Fringe Legal #8: What determines progress / Andrea Miskolczi on Innovation / Why deep reading clubs are rad
Here are five things that were worth sharing this week:
1. Think
What determines progress? As I ponder the idea further, I'm thinking about: what is progress? What contributes to short-term progress, and what to long-term progress?
These are deep questions, and I don't have great responses, but where I keep landing is:
- Your skills and technical competence largely govern short-term progress. These are competencies you have already or could easily pick up quickly. This is where being "good" (whatever that means) at broader skills has an advantage because it can be applied to more extensive problems.
- Long-term progress comes from the deliberate focus on the right problems and asking the right questions.
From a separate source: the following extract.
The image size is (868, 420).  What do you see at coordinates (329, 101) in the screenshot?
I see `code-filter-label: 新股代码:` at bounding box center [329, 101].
Opportunity vs. problem-solving?
The broader question becomes when faced with what to focus on next - should you spend time on opportunities that are visible to you now, or work on solving the most significant problems [within your niche]?
2. LISTEN
This week I published my conversation with Andrea Miskolczi - a transactional lawyer and visionary leader. She focuses on combining digitalization with human potential.
In less than 30-minutes we covered (taken from Andrea's post):
- aligning your innovation strategy to the overall strategy, remuneration, and business development efforts;
- digitization, why every single lawyer should understand the main trends, and why actually every client cares about you using technology;
- the necessity of visionary leadership, culture, psychological safety for innovation; and,
- technology adoption by lawyers (change is difficult) compared with vegetable adoption by Andrea's daughter (change is very difficult).
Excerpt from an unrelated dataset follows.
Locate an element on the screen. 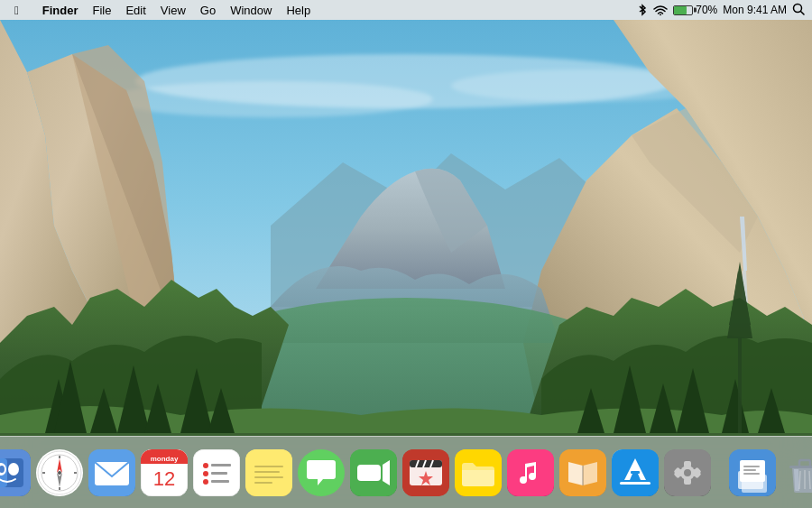 The height and width of the screenshot is (508, 812). dock-calendar: monday 12 is located at coordinates (164, 473).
Listen to the full episode here
3. WATCH
A few weeks ago I spoke with Debbie Epstein Henry. Debbie is the Founder of DEH Consulting, a speaker, and an author. In 2011, Debbie co-founded Bliss Lawyers to employ lawyers in temporary roles for in-house and law firm clients and her company was acquired by Axiom earlier this year. She is an Executive Consultant with Axiom.
During our chat we explore her story, lessons learned from building a virtual firm, managing work-life balance, and a general exploration of the future of the legal culture.
4. IDEA
I stumbled across a Twitter thread that describes why deep reading clubs are "f*****g rad." Having never heard of a deep reading club, I was intrigued. Here's how it works:
Someone chooses a book & invites a group to read it. You read together aloud, taking the time it takes to read & absorb the text. You annotate the text together, then your annotations become the catalysts for whatever conversation comes next.
The two features that stood out were:
- Not having to read ahead of time - no homework. "All the context is built during the event."
- The focus on questions
The thread is an excellent resource where Freyja describes the entire process, from rules to book selection to running the meetings and some unexpected benefits.
If anyone is interested in trying this, please let me know.
5. TOOL
Read this Twice provides lists of book recommendations by famous people. Coincidentally related to the idea above, perhaps this will provide a source of inspiration on what to read next.
Here's the description from their website:
"We spend countless hours on the internet looking for authentic book recommendations from people we look up to. Browse our constantly evolving database below. Every single recommendation has been verified and includes a quote and/or a link to the source".
Have a look at Read this Twice
Until next time. Stay well.
Ab
Want to say 'hello'? Find me on LinkedIn.